X (ex-Twitter) will charge a $1/year humanity fee to let you post
Prove your humanity, human, by paying me a dollar: The world's richest man.
Tushar has spent more than a decade writing about technology, more than half of which has been spent cribbing, "where is that damn setting?" If money wasn't a thing, he would be a nomadic bard.
Prove your humanity, human, by paying me a dollar: The world's richest man.
The Lenovo Legion Pro 7i is a top-class gaming laptop with NVIDIA RTX 4080, making it perfect for most demanding titles. It's a no-compromise machine with a few familiar rough edges.
No, it's not the phone. It's you, bad hooman, using all the bad apps and making the phone sweat.
As per a federal lawsuit, black employees were often referred to as “monkey,” “boy,” and “black b*tch.”
For those among you who have forgotten elementary school maths, that's $500 per month. No, Tinder Select won't match you with an Athenian mami. Or an Atlantean edgelord.

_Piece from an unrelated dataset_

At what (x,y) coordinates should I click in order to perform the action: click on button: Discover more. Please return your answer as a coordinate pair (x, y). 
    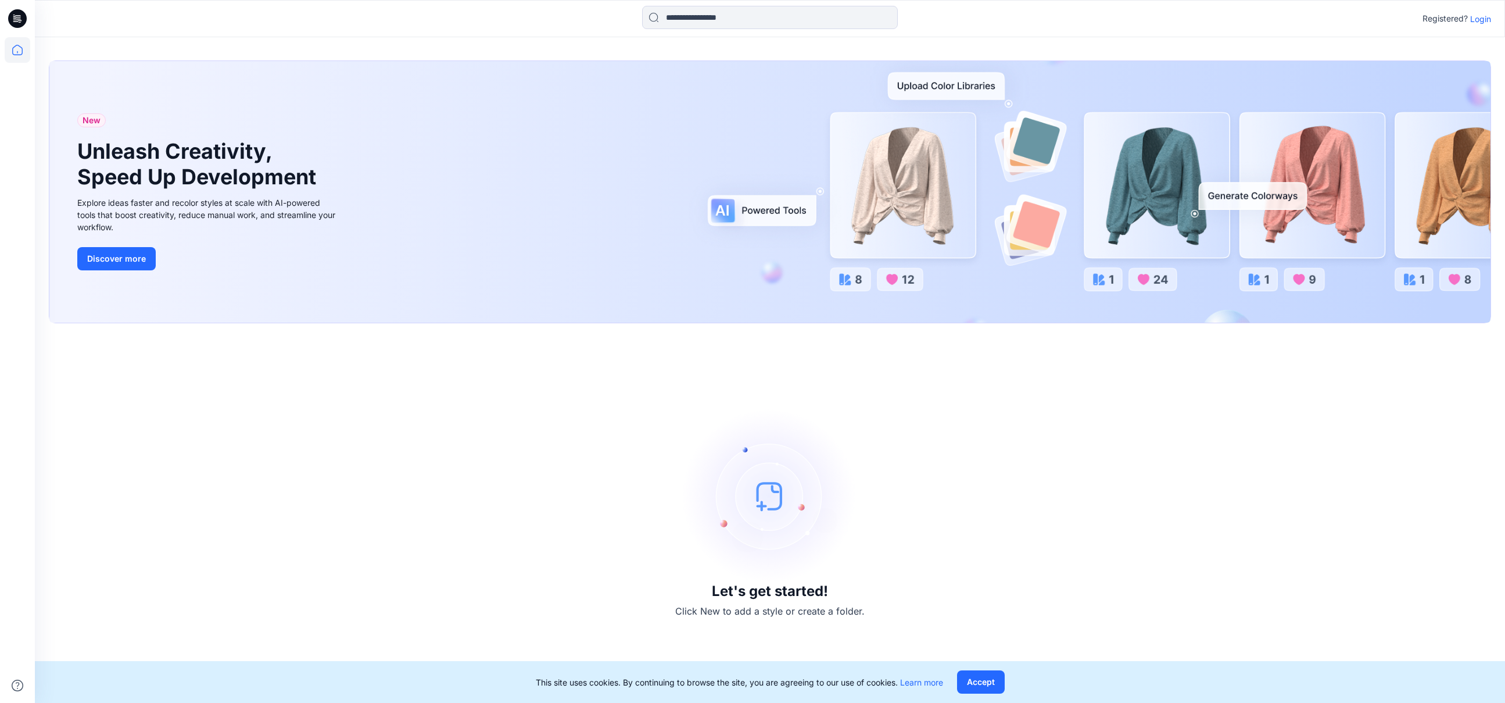
    Looking at the image, I should click on (116, 259).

A Carnegie Mellon University study reveals starting your brainstorming process with Google can be detrimental to the group's creativity.
Teams relying much on search engines often produced inundatingly same, less original ideas due to a cognitive bias called "fixation effect," where seeing popular answers converges our thought process instead of diverging it.

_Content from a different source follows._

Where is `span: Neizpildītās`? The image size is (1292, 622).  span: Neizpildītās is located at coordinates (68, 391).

While individuals weren't necessarily dumber with Google, groups of Google users seemed to get stuck in a rut, often coming up with the same common ideas, sometimes even in the same order! Talk about a copy-and-paste creativity crisis.
"This appears to be due to the fact that Google users came up with the same common answers, often in the same order, as they relied on Google, while non-Google users came up with more distinct answers," explained lead author Danny Oppenheimer.